True, I can't be certain that Tolkien knew any of Nesbit's novels. And also, I'd be the first to admit that Nesbit had no influence on The Lord of the Rings. But The Hobbit is a very different sort of work, and in a book of analysis that takes time to mention (and I think misinterpret, but, that's arguable) Anne McCaffery's dragon books; Vita Sackville-West (who might have helped inspire the name of the Sackville-Bagginses – she and Tolkien were both enthusiastic gardeners if they had little else in common, and Tolkien may have read her gardening articles), not to mention the Estonian folktales, this omission seems, how do I put this? Odd.

But this omission aside, if you are a Tolkien enthusiast, invest. It's your sort of book; deeply fascinating and insightful – with a fair warning that you may find yourself wanting to chase down Estonian folktales afterwards.

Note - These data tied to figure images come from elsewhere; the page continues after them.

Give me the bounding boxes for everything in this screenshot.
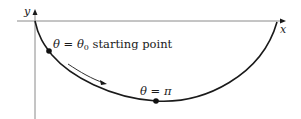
bottom-point-label: θ = π [140, 86, 171, 98]
bottom-point-marker [153, 98, 159, 104]
y-axis-arrow-icon [33, 9, 38, 15]
starting-point-label: θ = θ0 starting point [53, 39, 172, 52]
starting-point-marker [46, 48, 52, 54]
x-axis-label: x [280, 24, 286, 35]
pi-value: π [164, 84, 172, 98]
diagram-canvas [0, 0, 301, 119]
theta-symbol: θ [140, 84, 147, 98]
theta0-symbol: θ [77, 37, 84, 51]
starting-point-text: starting point [89, 37, 172, 51]
cycloid-diagram: y x θ = θ0 starting point θ = π [0, 0, 301, 119]
equals-sign: = [60, 37, 77, 51]
theta-symbol: θ [53, 37, 60, 51]
direction-arrow-icon [100, 80, 107, 85]
equals-sign: = [147, 84, 164, 98]
y-axis-label: y [24, 6, 30, 17]
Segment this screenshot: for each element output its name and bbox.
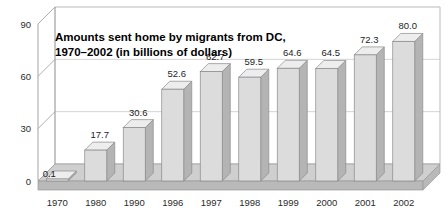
x-tick-label-1990: 1990 bbox=[124, 197, 145, 208]
chart-title-line-1: Amounts sent home by migrants from DC, bbox=[55, 31, 286, 43]
value-label-1990: 30.6 bbox=[129, 107, 148, 118]
x-tick-label-2002: 2002 bbox=[393, 197, 414, 208]
value-label-1999: 64.6 bbox=[283, 47, 302, 58]
x-tick-label-2001: 2001 bbox=[355, 197, 376, 208]
bar-2002 bbox=[393, 33, 423, 181]
value-label-1998: 59.5 bbox=[245, 56, 264, 67]
bar-1980 bbox=[85, 142, 115, 181]
bar-2001 bbox=[354, 47, 384, 181]
bar-1996 bbox=[162, 81, 192, 181]
value-label-2000: 64.5 bbox=[322, 47, 341, 58]
bar-chart-svg: 0.117.730.652.662.759.564.664.572.380.0 … bbox=[0, 0, 446, 219]
value-label-1996: 52.6 bbox=[168, 68, 187, 79]
value-label-2001: 72.3 bbox=[360, 34, 379, 45]
bar-1990 bbox=[123, 120, 153, 181]
x-tick-label-1996: 1996 bbox=[162, 197, 183, 208]
bar-2000 bbox=[316, 60, 346, 181]
value-label-2002: 80.0 bbox=[399, 20, 418, 31]
x-tick-label-1998: 1998 bbox=[239, 197, 260, 208]
y-tick-label-60: 60 bbox=[20, 71, 31, 82]
y-tick-label-90: 90 bbox=[20, 19, 31, 30]
bar-1998 bbox=[239, 69, 269, 181]
value-label-1970: 0.1 bbox=[43, 168, 56, 179]
chart-figure: 0.117.730.652.662.759.564.664.572.380.0 … bbox=[0, 0, 446, 219]
value-label-1980: 17.7 bbox=[91, 129, 110, 140]
chart-title-line-2: 1970–2002 (in billions of dollars) bbox=[55, 46, 232, 58]
x-tick-label-2000: 2000 bbox=[316, 197, 337, 208]
bar-1997 bbox=[200, 64, 230, 181]
x-tick-label-1997: 1997 bbox=[201, 197, 222, 208]
bar-1999 bbox=[277, 60, 307, 181]
y-tick-label-30: 30 bbox=[20, 123, 31, 134]
y-tick-label-0: 0 bbox=[26, 176, 31, 187]
x-tick-label-1970: 1970 bbox=[47, 197, 68, 208]
x-tick-label-1999: 1999 bbox=[278, 197, 299, 208]
x-tick-label-1980: 1980 bbox=[85, 197, 106, 208]
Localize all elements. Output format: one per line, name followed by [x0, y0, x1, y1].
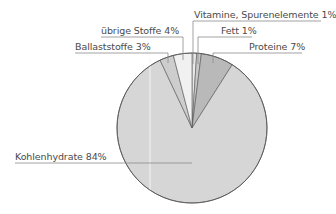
label-proteine: Proteine 7%: [249, 41, 305, 52]
label-fett: Fett 1%: [221, 25, 257, 36]
label-uebrige: übrige Stoffe 4%: [101, 25, 179, 36]
label-vitamine: Vitamine, Spurenelemente 1%: [194, 9, 336, 20]
pie-slices: [117, 53, 267, 203]
label-ballaststoffe: Ballaststoffe 3%: [75, 41, 151, 52]
leader-ballaststoffe: [75, 53, 168, 63]
label-kohlenhydrate: Kohlenhydrate 84%: [15, 151, 107, 162]
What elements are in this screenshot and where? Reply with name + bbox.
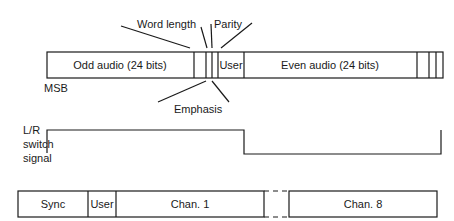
- even-audio-label: Even audio (24 bits): [281, 59, 379, 71]
- word-length-label: Word length: [137, 18, 196, 30]
- chan8-label: Chan. 8: [344, 198, 383, 210]
- parity-label: Parity: [214, 18, 243, 30]
- lr-switch-waveform: [47, 130, 441, 154]
- msb-label: MSB: [44, 82, 68, 94]
- signal-label-line1: L/R: [23, 124, 40, 136]
- emphasis-label: Emphasis: [174, 103, 223, 115]
- emphasis-pointer: [158, 81, 206, 102]
- top-user-label: User: [219, 59, 243, 71]
- sync-label: Sync: [41, 198, 66, 210]
- frame-diagram: Odd audio (24 bits) User Even audio (24 …: [0, 0, 454, 221]
- signal-label-line2: switch: [23, 138, 54, 150]
- signal-label-line3: signal: [23, 152, 52, 164]
- word-length-pointer-2: [201, 27, 207, 48]
- bottom-user-label: User: [90, 198, 114, 210]
- chan1-label: Chan. 1: [171, 198, 210, 210]
- odd-audio-label: Odd audio (24 bits): [73, 59, 167, 71]
- emphasis-pointer-2: [212, 81, 229, 102]
- parity-pointer-2: [211, 24, 212, 48]
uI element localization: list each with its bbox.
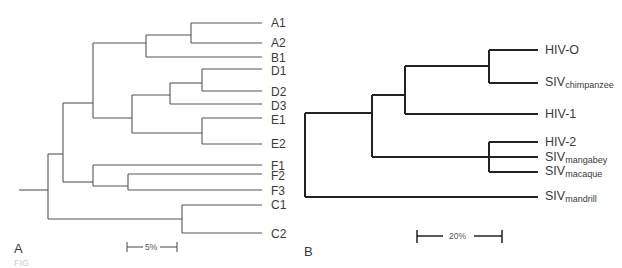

But I can't exactly term that a bad thing.
The Tolkien estate is demanding that all copies of Mirkwood: A Novel About JRR Tolkien be destroyed.

Next up: Jane Austen rises from the grave to sue Stephanie Barron, joined by Virginia Woolf, Edgar Allan Poe sends ravens after Matthew Pearl and Joyce Carol Oates and many many others I'm forgetting, and Shakespeare comes after Elizabeth Bear.

(Before I get pounced on, yes, I'm aware that J.R.R. Tolkien's name is trademarked, which may put this particular lawsuit into a slightly different category. I'm not commenting on the legal merits. I'm just worried about the zombie authors.)

Thanks to Tor.com and several others for the info.
After reading the last bit, I went back and skimmed through the rest of the liveblogging on the debate on Texas educational standards. Here's the next bit that jumped out at me:
We just got a look at four amendments board member Barbara Cargill will propose. Students would be expected to “explain three pro-free market factors contributing to European technological progress during the rise and decline of the medieval system” (what three factors?);


Look, I know I seem to complain about this a lot, but it's because the concept doesn't seem to be getting through: when we use the word "medieval," we are talking about an approximately 1000 year period of history (depending upon when you define the beginning and the end, traditionally the fall of the Western Roman Empire in 456 to either the fall of Constantinople (1453) or the printing press (1450) or the death of Richard III/beginning of the Tudor dynasty (1485) or the fall of Grenada (1492) or any of a number of other dates; I can assure you that you can easily find historians who will disagree with me, and many historians prefer to date the end of the medieval period somewhat earlier, at the Black Death (1348-1350), because of the tremendous economic and social upheavals that followed that pandemic.

In one thousand years and several countries and several cultures and various people traipsing around everywhere (the medievals traveled far more than we tend to give them credit for; several people hopped on the crusade bandwagon for a reason), not to mention varying levels of technology, we, not surprisingly, find significant diversity in economic systems. Yes, at various places (England, France) and various times (a fairly limited period) feudalism was the In Thing, a system that would later appear in other cultures, not to "leave" until Alexander II freed the serfs in 1861, a move, I might add, that was not done for the sake of the serfs. But feudalism was by no means universal in medieval Europe at any time, and even places that used the system showed significant local variations.

Tolkien does an excellent job of showing how this worked in The Lord of the Rings, showing how different, somewhat but not completely isolated cultures, used completely different economic systems, an image he took from his extensive studies of Scandinavian economic systems interacting with British economic systems still interacting with old Roman and current Byzantine systems. It's a more enjoyable way of understanding the system without going through a lot of medieval economic textbooks.